Overarching trend: digestive wellness
The idea of personalized beverages and food is reinforced by the latest findings from the fields of science and medicine. Knowledge surrounding the microbiome has grown substantially in the past years thanks to numerous studies. Researchers now believe that the microbial communities in the human gut play a key role in the digestion of food. Nutritional expert Prof. Dr. Christian Sina, who is currently working on a study for personalized nutrition in Lübeck, explains that, “genes alone provide only limited information about an individual’s metabolism. Much more critical is the functional microbiome. An analysis of the gut’s microbiome delivers information about how a person’s metabolism reacts to certain food.
A start-up from the University of Lübeck called Perfood and the MillionFriends program established there have now made it possible to use sensors to collect data on individual blood glucose levels according to food intake over a period of 14 days. Together with a questionnaire and an analysis of the intestinal flora, this information should make it possible to provide customized nutritional recommendations. It is assumed that a change of 10 to 20 percent in one’s nutritional habits is enough to produce sustainable improvement in one’s well-being. According to Dominik Burziwoda, CEO of Perfood, food manufacturers can also have their products tested in a study in order to determine how they influence blood glucose levels and the intestinal microbiome in order to improve them. According to Prof. Dr. Sina, “poor nutrition has resulted in huge medical problems, rising rates of obesity and other nutritionally-based illnesses. While most of the standard nutritional recommendations are not wrong in principle, they are often ineffective because they don’t take into account one’s individual needs and requirements. We should start taking an individual approach to nutrition. I compare it to medications. One medication can have a completely different effect when taken by two people. The same is true for food.”
That the health aspect plays such a large role for consumers in how they choose their food has also been verified by Christine Schäfer, researcher at the Gottlieb Duttweiler Institute. According to Schäfer, “the overarching trend we are now seeing is called digestive wellness, and it stands for the well-being that results from a stable digestive system.” In the future, this can also mean that the boundary between the use of medicine and nutritional habits to treat illnesses will disappear to an increasing extent.
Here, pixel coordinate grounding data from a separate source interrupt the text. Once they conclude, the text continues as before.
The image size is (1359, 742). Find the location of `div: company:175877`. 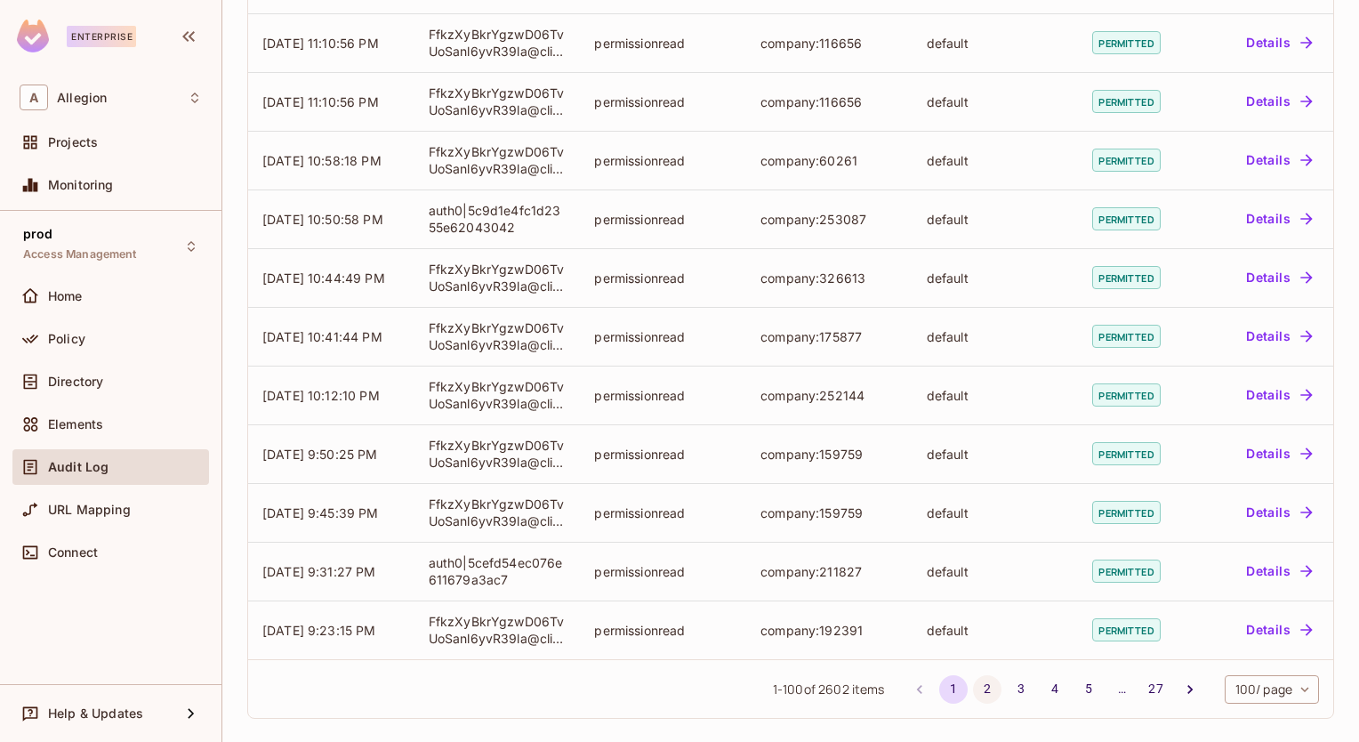

div: company:175877 is located at coordinates (829, 336).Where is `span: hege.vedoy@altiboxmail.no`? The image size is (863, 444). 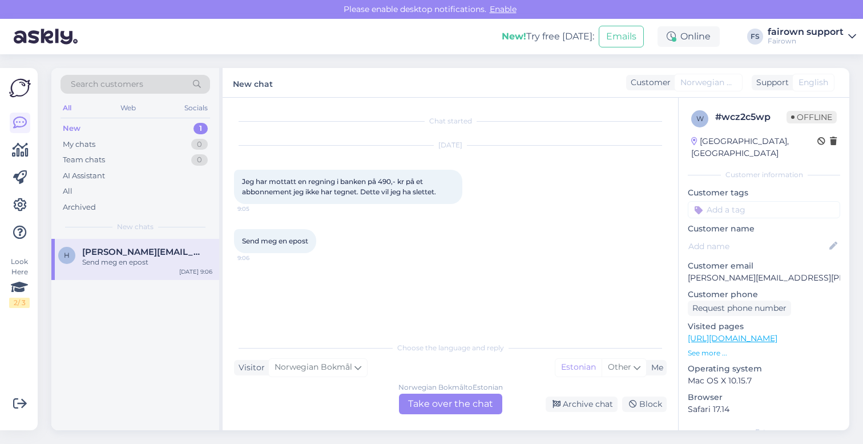 span: hege.vedoy@altiboxmail.no is located at coordinates (142, 252).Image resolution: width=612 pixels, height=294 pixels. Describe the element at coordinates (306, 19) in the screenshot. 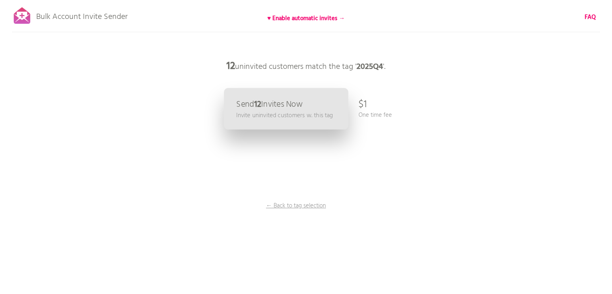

Industry 4.0 favors personalized beverages
One of the biggest challenges for the food and beverage industry may be combining small-batch custom manufacturing and mass production. It requires not only especially intelligent but also extremely flexible systems that use efficient and reliable processes. And this is precisely where Industry 4.0 and the related use of robotic systems play a huge role. It can therefore be assumed that personalized beverages and Industry 4.0 will work hand in hand in the future. And that it will form the common basis for a future within the nonalcoholic beverages business that is not as far away as many would believe.